Snobbery is the very opposite of courtesy and it is most damaging to the young for the reason that it renders more difficult the contacts with fellow beings out of which business, social and other successes must be wrought. For the reason that success in life, either material or social, is largely dependent on our acquaintances, and our demeanor toward them, I suggest all children should first go to the public schools, where they are apt to meets boys and girls who will one day be our best, and most successful citizens. Public school training will largely counteract a something in all colleges or universities that is apt to addle unformed minds. School-time acquaintances, formed by selection for their actual worth, may become a large, and useful capital in after life, in commerce, literature, art or anything else.

A sense of exclusiveness works harm to children by depriving them of that most valuable of schooling – the opportunity to test their innate powers by actual work and contact with the world about. A boy should become a broad-minded, independent doer, not an exclusive, dependent snob. Raising, if it is right, will insure to the boy force of will and character to overcome the obstacles he must meet in life. Rearing and education which do not accomplish that end are futile. So, I say: Let parental laws be directed against indolence; against fear of soiling clothes; against contempt for “inferiors.” Aim to make you children broad-mined men and women. Be careful what they read. Properly bred college young men who engage in business have great advantages in many respects over those whose education was neglected. The great danger that threatens the college man is snobbery. Too often instead of emerging with a broader outlook on life, the young graduate comes out full of the snobbishness, of “class,” and “clique.” Early training should aim to prevent this evil.

Parental example is all-important in the rearing of children. How can a child be expected to develop into a sane view of his relations when he hears his parents speak with contempt of supposed “inferiors,” the inferiority being based, of course, on nothing but the relative pecuniary conditions of the people compared. Some mothers and others seem to possess a refinement of innuendo, which would traduce the character of a saint! I have heard them directing their innuendoes against other people’s children, simply because they thought their own were better, or merely because others occupied a lower station in life than themselves. Sit on the porch of some hotel, at a watering place, and listen to the innuendoes, idle gossip, slurs, accusations and slanders! What idiocy for grown men and women to judge their neighbors by the pocketbook standard, ignoring all spiritual and intellectual standards that really govern!

Bring up your children with the idea that they are as good as their associates, but not better, by reason of their supposed superior ancestry, whether aristocratic or pluto-oleo-cratic. Social conditions may be very different tomorrow. Much depends upon wealth, poverty, environment or conditions over which we have little or no control. It is well enough to be careful with your children’s associates, but the discrimination must be just. Do not attach undue weight to the accidents of fortune. Try to grade your fellows by the criterion of character.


PROBLEM >> Show all lines from the data that include the word "public".
==== DATA ====
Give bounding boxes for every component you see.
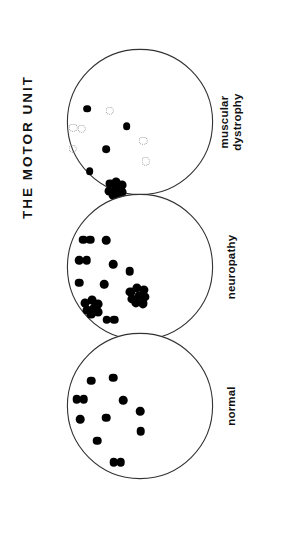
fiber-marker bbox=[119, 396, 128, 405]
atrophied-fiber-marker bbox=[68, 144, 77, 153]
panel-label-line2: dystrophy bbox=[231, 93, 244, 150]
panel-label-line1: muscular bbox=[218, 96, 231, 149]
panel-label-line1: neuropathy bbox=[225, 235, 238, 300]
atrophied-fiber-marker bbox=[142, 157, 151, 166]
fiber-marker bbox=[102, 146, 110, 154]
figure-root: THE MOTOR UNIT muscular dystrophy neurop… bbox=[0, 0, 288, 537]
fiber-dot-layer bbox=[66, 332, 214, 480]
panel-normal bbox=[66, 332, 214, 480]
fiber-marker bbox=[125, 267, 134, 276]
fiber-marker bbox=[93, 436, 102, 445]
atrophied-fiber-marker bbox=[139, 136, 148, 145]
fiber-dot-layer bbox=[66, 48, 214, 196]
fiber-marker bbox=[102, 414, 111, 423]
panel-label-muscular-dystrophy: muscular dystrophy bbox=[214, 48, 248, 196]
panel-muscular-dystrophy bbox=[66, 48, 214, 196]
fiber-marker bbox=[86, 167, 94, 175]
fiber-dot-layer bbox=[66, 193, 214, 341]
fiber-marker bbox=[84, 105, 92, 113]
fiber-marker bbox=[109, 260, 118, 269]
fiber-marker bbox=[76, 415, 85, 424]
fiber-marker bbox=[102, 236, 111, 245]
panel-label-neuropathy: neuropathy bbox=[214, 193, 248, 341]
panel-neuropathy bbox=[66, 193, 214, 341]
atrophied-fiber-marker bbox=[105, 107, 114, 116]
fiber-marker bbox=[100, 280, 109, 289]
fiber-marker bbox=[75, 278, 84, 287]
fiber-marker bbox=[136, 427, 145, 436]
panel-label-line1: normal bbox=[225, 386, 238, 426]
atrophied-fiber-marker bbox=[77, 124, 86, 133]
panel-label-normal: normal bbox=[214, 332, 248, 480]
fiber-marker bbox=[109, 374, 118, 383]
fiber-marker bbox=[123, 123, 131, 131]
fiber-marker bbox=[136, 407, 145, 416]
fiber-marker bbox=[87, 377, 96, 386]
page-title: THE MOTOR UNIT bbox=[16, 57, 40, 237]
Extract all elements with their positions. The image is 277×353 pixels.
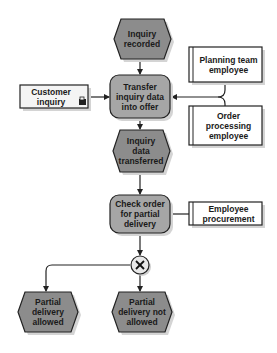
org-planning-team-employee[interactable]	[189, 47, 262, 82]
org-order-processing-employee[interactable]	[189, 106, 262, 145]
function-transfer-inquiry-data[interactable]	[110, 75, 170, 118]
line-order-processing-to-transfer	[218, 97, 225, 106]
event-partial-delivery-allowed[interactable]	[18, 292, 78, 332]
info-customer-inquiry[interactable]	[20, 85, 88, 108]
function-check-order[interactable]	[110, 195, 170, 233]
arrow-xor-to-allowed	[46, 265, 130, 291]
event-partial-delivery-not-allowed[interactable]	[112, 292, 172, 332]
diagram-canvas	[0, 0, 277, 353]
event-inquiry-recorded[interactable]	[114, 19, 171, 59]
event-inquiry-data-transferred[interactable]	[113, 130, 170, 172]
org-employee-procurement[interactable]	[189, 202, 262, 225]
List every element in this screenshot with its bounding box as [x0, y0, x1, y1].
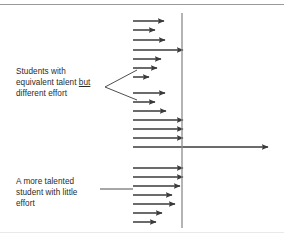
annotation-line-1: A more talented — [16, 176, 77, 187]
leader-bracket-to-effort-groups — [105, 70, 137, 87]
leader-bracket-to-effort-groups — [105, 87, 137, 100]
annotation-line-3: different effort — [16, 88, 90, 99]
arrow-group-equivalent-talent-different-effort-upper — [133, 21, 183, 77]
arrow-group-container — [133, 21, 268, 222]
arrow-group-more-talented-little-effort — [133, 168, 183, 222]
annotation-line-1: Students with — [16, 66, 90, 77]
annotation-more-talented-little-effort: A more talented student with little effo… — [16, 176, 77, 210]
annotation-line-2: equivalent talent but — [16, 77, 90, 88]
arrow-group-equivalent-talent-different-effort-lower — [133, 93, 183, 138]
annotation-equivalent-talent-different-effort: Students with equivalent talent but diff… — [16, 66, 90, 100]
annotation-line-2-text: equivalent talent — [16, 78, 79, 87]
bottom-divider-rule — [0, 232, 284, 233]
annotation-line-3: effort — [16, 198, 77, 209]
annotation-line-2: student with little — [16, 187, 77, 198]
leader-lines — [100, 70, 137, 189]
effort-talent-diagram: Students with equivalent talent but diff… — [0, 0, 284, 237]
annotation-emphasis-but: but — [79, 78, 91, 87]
====
==== DATA ====
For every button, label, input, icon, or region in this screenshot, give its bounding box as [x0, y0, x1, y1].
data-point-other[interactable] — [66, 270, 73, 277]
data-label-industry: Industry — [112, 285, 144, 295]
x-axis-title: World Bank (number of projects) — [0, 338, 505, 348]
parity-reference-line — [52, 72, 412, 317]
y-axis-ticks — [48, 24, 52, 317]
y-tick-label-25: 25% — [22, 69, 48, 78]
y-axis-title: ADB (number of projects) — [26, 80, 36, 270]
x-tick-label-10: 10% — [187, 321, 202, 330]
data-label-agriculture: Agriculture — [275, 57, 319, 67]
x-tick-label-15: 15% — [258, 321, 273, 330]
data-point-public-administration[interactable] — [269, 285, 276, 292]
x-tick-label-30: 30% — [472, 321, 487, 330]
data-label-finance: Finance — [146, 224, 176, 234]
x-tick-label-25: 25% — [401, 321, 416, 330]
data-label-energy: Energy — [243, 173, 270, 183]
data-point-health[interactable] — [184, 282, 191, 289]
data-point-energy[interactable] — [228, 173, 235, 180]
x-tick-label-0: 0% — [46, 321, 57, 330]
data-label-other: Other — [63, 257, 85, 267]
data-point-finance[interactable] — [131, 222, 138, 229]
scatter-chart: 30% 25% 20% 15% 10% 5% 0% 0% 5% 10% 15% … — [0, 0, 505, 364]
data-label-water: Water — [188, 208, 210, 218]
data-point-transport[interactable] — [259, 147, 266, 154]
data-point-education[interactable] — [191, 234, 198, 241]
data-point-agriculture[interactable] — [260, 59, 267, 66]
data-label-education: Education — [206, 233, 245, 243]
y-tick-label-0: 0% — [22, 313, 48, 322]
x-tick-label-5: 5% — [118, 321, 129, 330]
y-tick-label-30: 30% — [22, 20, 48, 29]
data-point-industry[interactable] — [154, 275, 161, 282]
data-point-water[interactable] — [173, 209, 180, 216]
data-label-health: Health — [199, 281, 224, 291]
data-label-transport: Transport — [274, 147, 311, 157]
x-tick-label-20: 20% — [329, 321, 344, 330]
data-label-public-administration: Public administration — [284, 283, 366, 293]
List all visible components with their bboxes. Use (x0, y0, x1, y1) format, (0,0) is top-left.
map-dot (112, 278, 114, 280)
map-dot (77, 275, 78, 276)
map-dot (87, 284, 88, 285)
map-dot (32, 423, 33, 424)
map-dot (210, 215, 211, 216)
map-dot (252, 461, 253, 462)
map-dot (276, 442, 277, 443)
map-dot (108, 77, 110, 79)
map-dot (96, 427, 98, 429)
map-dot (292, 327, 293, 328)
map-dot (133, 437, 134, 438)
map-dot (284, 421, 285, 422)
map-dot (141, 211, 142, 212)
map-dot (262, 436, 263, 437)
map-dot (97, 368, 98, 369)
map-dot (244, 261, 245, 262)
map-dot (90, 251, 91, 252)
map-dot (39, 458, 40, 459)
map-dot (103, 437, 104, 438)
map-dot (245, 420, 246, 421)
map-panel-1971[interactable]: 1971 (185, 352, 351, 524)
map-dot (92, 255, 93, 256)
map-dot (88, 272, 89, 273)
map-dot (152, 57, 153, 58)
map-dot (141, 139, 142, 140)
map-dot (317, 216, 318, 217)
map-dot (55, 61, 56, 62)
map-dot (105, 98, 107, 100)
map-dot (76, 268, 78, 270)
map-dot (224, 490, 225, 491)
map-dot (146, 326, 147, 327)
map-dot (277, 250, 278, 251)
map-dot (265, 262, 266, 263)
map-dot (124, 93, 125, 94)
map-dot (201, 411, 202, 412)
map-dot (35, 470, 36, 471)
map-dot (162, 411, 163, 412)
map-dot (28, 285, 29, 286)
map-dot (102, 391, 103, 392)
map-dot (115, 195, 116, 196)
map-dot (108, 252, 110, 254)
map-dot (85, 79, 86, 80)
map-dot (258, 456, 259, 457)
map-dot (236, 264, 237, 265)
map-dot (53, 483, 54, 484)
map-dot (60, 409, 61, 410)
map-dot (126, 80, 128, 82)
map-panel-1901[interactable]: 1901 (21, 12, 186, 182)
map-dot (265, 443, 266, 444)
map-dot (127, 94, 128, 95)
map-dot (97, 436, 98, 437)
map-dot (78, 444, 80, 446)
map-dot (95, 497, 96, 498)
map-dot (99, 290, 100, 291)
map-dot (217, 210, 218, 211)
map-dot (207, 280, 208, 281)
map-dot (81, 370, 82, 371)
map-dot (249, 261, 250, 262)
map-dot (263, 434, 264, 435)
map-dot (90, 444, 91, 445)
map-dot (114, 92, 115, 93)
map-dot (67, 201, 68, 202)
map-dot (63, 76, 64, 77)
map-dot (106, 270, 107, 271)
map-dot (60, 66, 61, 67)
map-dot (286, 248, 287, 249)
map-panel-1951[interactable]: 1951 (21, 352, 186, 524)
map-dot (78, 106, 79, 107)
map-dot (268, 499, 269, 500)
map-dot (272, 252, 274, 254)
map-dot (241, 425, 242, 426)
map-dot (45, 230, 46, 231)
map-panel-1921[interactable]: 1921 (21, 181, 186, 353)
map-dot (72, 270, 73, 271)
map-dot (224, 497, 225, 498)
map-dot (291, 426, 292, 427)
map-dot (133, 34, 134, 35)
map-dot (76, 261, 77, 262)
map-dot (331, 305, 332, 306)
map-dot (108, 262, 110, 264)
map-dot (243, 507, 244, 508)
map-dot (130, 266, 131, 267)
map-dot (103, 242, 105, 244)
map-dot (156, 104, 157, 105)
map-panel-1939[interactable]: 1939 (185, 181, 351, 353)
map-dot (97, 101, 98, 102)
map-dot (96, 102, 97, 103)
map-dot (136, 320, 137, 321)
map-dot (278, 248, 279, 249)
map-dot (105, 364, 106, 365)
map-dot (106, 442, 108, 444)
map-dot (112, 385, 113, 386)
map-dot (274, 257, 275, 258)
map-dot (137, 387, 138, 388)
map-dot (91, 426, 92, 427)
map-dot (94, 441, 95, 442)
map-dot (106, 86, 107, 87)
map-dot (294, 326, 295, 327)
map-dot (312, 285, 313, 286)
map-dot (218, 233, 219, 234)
====
THE ANSWER >>
data-point-public-administration[interactable] — [269, 285, 276, 292]
data-label-public-administration: Public administration — [284, 283, 366, 293]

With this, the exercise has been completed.